By Lindsay Kuhn/Special to The Malibu Times

Malibu’s derelict child, Surfrider State Beach, now has a chance for reformation. Earlier this month, the city of Los Angeles dropped its lawsuit against tightened environmental regulations issued in December 2001 by the Los Angeles Regional Water Quality Control Board.

The regulations require the city to reduce its polluted urban runoff, one reason, according to Heal the Bay, Surfrider flunks water quality tests, year after year.

Three nonprofit environmental organizations have been defending the regulations: The Natural Resources Defense Council (NRDC); Santa Monica Baykeeper, and Heal the Bay.

Meanwhile, the City of Malibu has not gone forward with a plan to design a system to treat the highly polluted urban runoff flowing to Malibu Creek and Malibu Lagoon. In 2002, the City of Malibu contracted with an engineering firm, ENARTEC, Inc. to design the system. But ENARTEC, Inc. dissolved in 2003 due to a downturn in the economy, and the city has not yet hired another firm.

This year, Heal the Bay listed Surfrider as one of the worst Los Angeles County monitoring locations, coining it a “beach bummer.” In the organization’s “13th Annual Beach Report Card,” Surfrider scored an F for it’s year round dry weather category.

In “Testing the Waters: A Guide to Water Quality at Vacation Beaches,” a publication put out in August by the NRDC, the water quality after a rainstorm in local waters is so bad that the county advises swimmer to avoid ocean water for 72 hours after a rainstorm.

Since water quality is, in general, poorer on rainy days, three categories are used in assessing the water quality: year round dry weather, when no rain has fallen on or three days prior to that day; wet weather, days with rain; dry season, a period running from April through September.

Poor grades indicated high levels of bacteria that include disease-causing organisms from human and animal wastes. In the case of Surfrider State Beach in Malibu, Heal the Bay, in its Report Card, attributes the high level of pollution to runoff from the Malibu Lagoon and the Tapia Sewage Treatment Plant.

However, Suzanne Goode, a senior resource ecologist for the California Department of Parks and Resources, denies the correlation between the Tapia Sewage Treatment Plant and the pollution of Surfrider State Beach.

“I’ve heard those suspicions since I’ve been working here for 19 years,” she said. “But the only detrimental impacts to the creek is by way of too much water discharged, but not bacteria.”

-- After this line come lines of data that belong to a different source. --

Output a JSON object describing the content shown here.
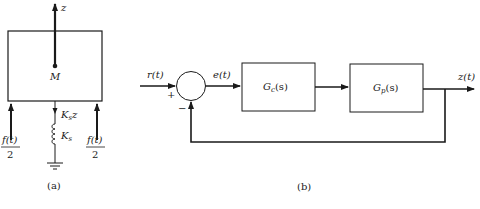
{
  "figure_a": {
    "caption": "(a)",
    "mass_label": "M",
    "axis_label": "z",
    "spring_force_label": "K",
    "spring_force_sub": "s",
    "spring_force_suffix": "z",
    "spring_const_label": "K",
    "spring_const_sub": "s",
    "force_left": {
      "numerator": "f(t)",
      "denominator": "2"
    },
    "force_right": {
      "numerator": "f(t)",
      "denominator": "2"
    }
  },
  "figure_b": {
    "caption": "(b)",
    "input_label": "r(t)",
    "error_label": "e(t)",
    "output_label": "z(t)",
    "plus_sign": "+",
    "minus_sign": "−",
    "controller": {
      "name": "G",
      "sub": "c",
      "arg": "(s)"
    },
    "plant": {
      "name": "G",
      "sub": "p",
      "arg": "(s)"
    }
  },
  "colors": {
    "stroke": "#1a1a1a",
    "background": "#ffffff"
  }
}
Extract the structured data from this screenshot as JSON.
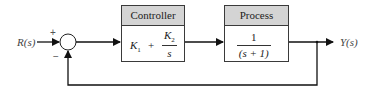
{
  "diagram": {
    "type": "feedback-control-block-diagram",
    "input_label": "R(s)",
    "output_label": "Y(s)",
    "summing_junction": {
      "plus_sign": "+",
      "minus_sign": "−"
    },
    "blocks": [
      {
        "title": "Controller",
        "transfer_function": {
          "k1": "K",
          "k1_sub": "1",
          "plus": "+",
          "num": "K",
          "num_sub": "2",
          "den": "s"
        }
      },
      {
        "title": "Process",
        "transfer_function": {
          "num": "1",
          "den": "(s + 1)"
        }
      }
    ],
    "feedback": "unity negative feedback"
  }
}
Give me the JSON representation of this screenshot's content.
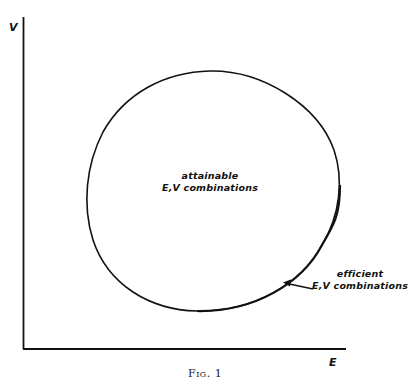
{
  "figure": {
    "caption": "Fig. 1",
    "axes": {
      "y_label": "V",
      "x_label": "E"
    },
    "regions": {
      "attainable": {
        "line1": "attainable",
        "line2": "E,V combinations"
      },
      "efficient": {
        "line1": "efficient",
        "line2": "E,V combinations"
      }
    },
    "colors": {
      "ink": "#111111",
      "background": "#ffffff"
    }
  }
}
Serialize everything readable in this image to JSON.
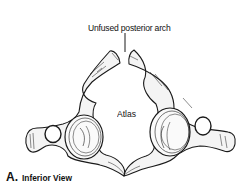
{
  "figure": {
    "labels": {
      "top": "Unfused posterior arch",
      "center": "Atlas"
    },
    "caption": {
      "letter": "A.",
      "text": "Inferior View"
    },
    "colors": {
      "line": "#1a1a1a",
      "bone_fill": "#f4f4f4",
      "background": "#ffffff"
    }
  }
}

Goode explained that the Tapia Sewage Treatment Plant treats the sewage to the tertiary level-the highest. According to the reports from Tapia, the level of bacteria is zero. Goode instead, connected the pollution at Surfrider to the expansive and highly developed nature of the Malibu Creek Watershed. A watershed is a geographic area in which all the rainfall drains to a single point. The more developed a watershed, the more polluted the discharge point, due to various factors, including runoff from parking lots, septic tanks and cat and dog feces. Goode did not isolate one source of the pollution.

“The pollution’s probably due to many factors,” Goode said.

Hallie Jones, manager of public relations at Heal the Bay, cited the storm drain system, a component of the watershed, for the poor water quality on wet days.

“There is more run-off on wet days,” Jones said. “It’s because Los Angeles has so much concrete.”

The concrete prevents the rainwater from absorbing into the ground and percolating back into the natural water ecosystem. The rain, instead, travels through the storm drain system, and in the process, picks up pathogenic bacteria.

The storm drain system, designed to prevent flooding, is a network of underground pipes and tunnels that carry water, collected from catch basins, or gutters, along the street, to some body of water, in this case, the Malibu Lagoon. And in turn, Jones said, Surfrider beach is affected because it is located at an outlet of the Malibu Lagoon.

And even though the city of Los Angeles has dismissed its case against the Regional Water Board, dozens of other cities including Pomona, the county of Los Angeles, Beverly Hills, and Arcadia, continue their litigation against the tightened regulations.

While the hullabaloo over the regulations ensues, Surfrider State Beach continues to blossom with colorful umbrellas.

“Californians are still swimming in dirty water,” David Beckman said, director of NRDC’s Coastal Water Quality Project in Los Angeles.